Julia Lawall <julia <at> diku.dk> writes:
> I ended up with the following regular expression:
>
> (letter | '$') (letter | digit | '$' | '~') *
> ("::" (letter | '$' | '~') (letter | digit | '$' | '~') *
> ('<' (letter | '$' | '~') (letter | digit | '$' | '~') * '>') ?) *
>
> This only allows the < and > at specific places.
I'm not sure that is quite right though. For a start, <...> parts are only
allowed inside of qualifying prefixes, whereas it seems to me that your regular
expression allows them everywhere except in the first prefix, and in addition,
'~' is only allowed as the first character of the actual name (just after the
last "::").
Thinking about it (sorry that I am only just starting that now!) the expressions
inside of the <...> are of course potentially much more complex. In fact they
are comma plus whitespace separated lists of types, which can recursively
include other types with <...> in them.
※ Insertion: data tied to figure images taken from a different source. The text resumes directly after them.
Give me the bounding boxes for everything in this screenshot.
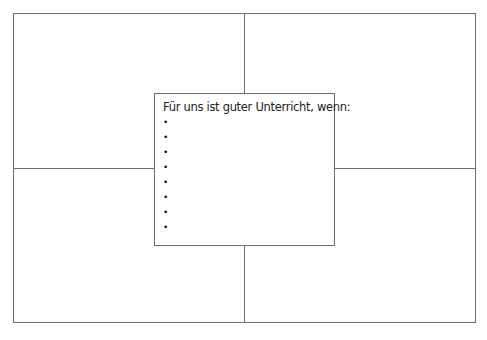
center-title: Für uns ist guter Unterricht, wenn: bbox=[163, 100, 334, 114]
bullet-item bbox=[163, 175, 334, 190]
center-box: Für uns ist guter Unterricht, wenn: bbox=[154, 93, 335, 246]
bullet-item bbox=[163, 145, 334, 160]
bullet-item bbox=[163, 205, 334, 220]
bullet-item bbox=[163, 220, 334, 235]
bullet-item bbox=[163, 160, 334, 175]
bullet-item bbox=[163, 115, 334, 130]
bullet-item bbox=[163, 130, 334, 145]
bullet-list bbox=[163, 115, 334, 235]
bullet-item bbox=[163, 190, 334, 205]
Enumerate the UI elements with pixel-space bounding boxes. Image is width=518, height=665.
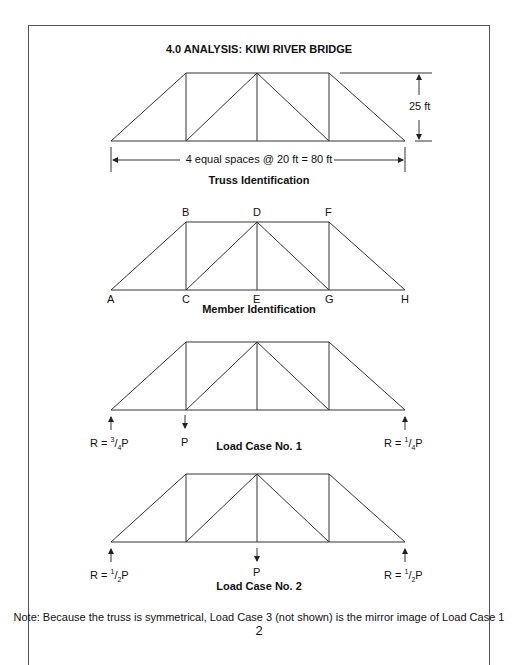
node-label-f: F xyxy=(325,206,332,218)
load-case-2-drawing xyxy=(111,474,405,562)
height-dimension-label: 25 ft xyxy=(409,100,430,112)
load-case-1-caption: Load Case No. 1 xyxy=(0,440,518,452)
node-label-d: D xyxy=(253,206,261,218)
lc2-left-reaction-num: 1 xyxy=(110,568,114,575)
truss-identification-caption: Truss Identification xyxy=(0,174,518,186)
symmetry-note: Note: Because the truss is symmetrical, … xyxy=(0,611,518,623)
lc2-right-reaction-num: 1 xyxy=(404,568,408,575)
page-number: 2 xyxy=(0,623,518,638)
page-title: 4.0 ANALYSIS: KIWI RIVER BRIDGE xyxy=(0,43,518,55)
span-dimension-text: 4 equal spaces @ 20 ft = 80 ft xyxy=(184,153,335,165)
member-identification-drawing xyxy=(111,222,405,290)
lc2-right-reaction-suffix: P xyxy=(415,569,422,581)
span-dimension-label: 4 equal spaces @ 20 ft = 80 ft xyxy=(0,153,518,165)
lc2-load-label: P xyxy=(253,566,260,578)
lc2-left-reaction-prefix: R = xyxy=(90,569,110,581)
load-case-2-caption: Load Case No. 2 xyxy=(0,580,518,592)
member-identification-caption: Member Identification xyxy=(0,303,518,315)
lc2-right-reaction-prefix: R = xyxy=(384,569,404,581)
node-label-b: B xyxy=(182,206,189,218)
load-case-1-drawing xyxy=(111,342,405,430)
lc2-left-reaction-suffix: P xyxy=(121,569,128,581)
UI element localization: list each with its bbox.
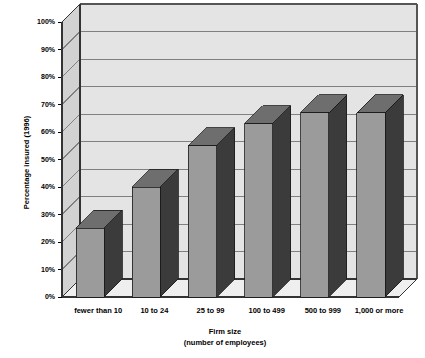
bar-3-side [217,128,235,297]
y-tick-label-80%: 80% [0,73,55,81]
chart-canvas [0,0,425,358]
bar-1-front [76,228,104,297]
bar-1 [76,210,122,297]
x-axis-title-line2: (number of employees) [95,337,355,348]
bar-2 [132,169,178,297]
bar-4 [245,106,291,297]
y-tick-label-90%: 90% [0,46,55,54]
y-tick-label-100%: 100% [0,18,55,26]
y-tick-label-10%: 10% [0,266,55,274]
y-tick-label-20%: 20% [0,238,55,246]
bar-6 [357,95,403,297]
bar-2-front [132,187,160,297]
bar-5-side [329,95,347,297]
bar-chart-figure: 0%10%20%30%40%50%60%70%80%90%100% fewer … [0,0,425,358]
x-axis-title: Firm size (number of employees) [95,326,355,348]
x-axis-title-line1: Firm size [95,326,355,337]
bar-3-front [188,146,216,297]
bar-6-side [385,95,403,297]
bar-4-front [245,124,273,297]
y-tick-label-0%: 0% [0,293,55,301]
bar-6-front [357,113,385,297]
bar-5 [301,95,347,297]
bar-4-side [273,106,291,297]
y-axis-title: Percentage insured (1996) [22,88,31,238]
bar-3 [188,128,234,297]
bar-2-side [160,169,178,297]
x-tick-label-5: 1,000 or more [339,306,419,315]
bar-5-front [301,113,329,297]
That of course is no longer run of the
mill, and not handling that in the regex would not be a problem for most people.
Here is my next shot (not sure what sort of line continuation is needed, and ' '
should actually be generic whitespace):
let basetype = (letter | '$') (letter | digit | '$') *
('<' (letter | digit | '$' | ' ' | ',') * '>') ?)
let typelike = basetype ("::" basetype) *
let varlike = (typelike "::") ? (letter | '$' |'~') (letter | digit | '$') *
typelike describes C++ types, and varlike C++ variables.
I will give that a bit of testing when I have time (probably in the new year).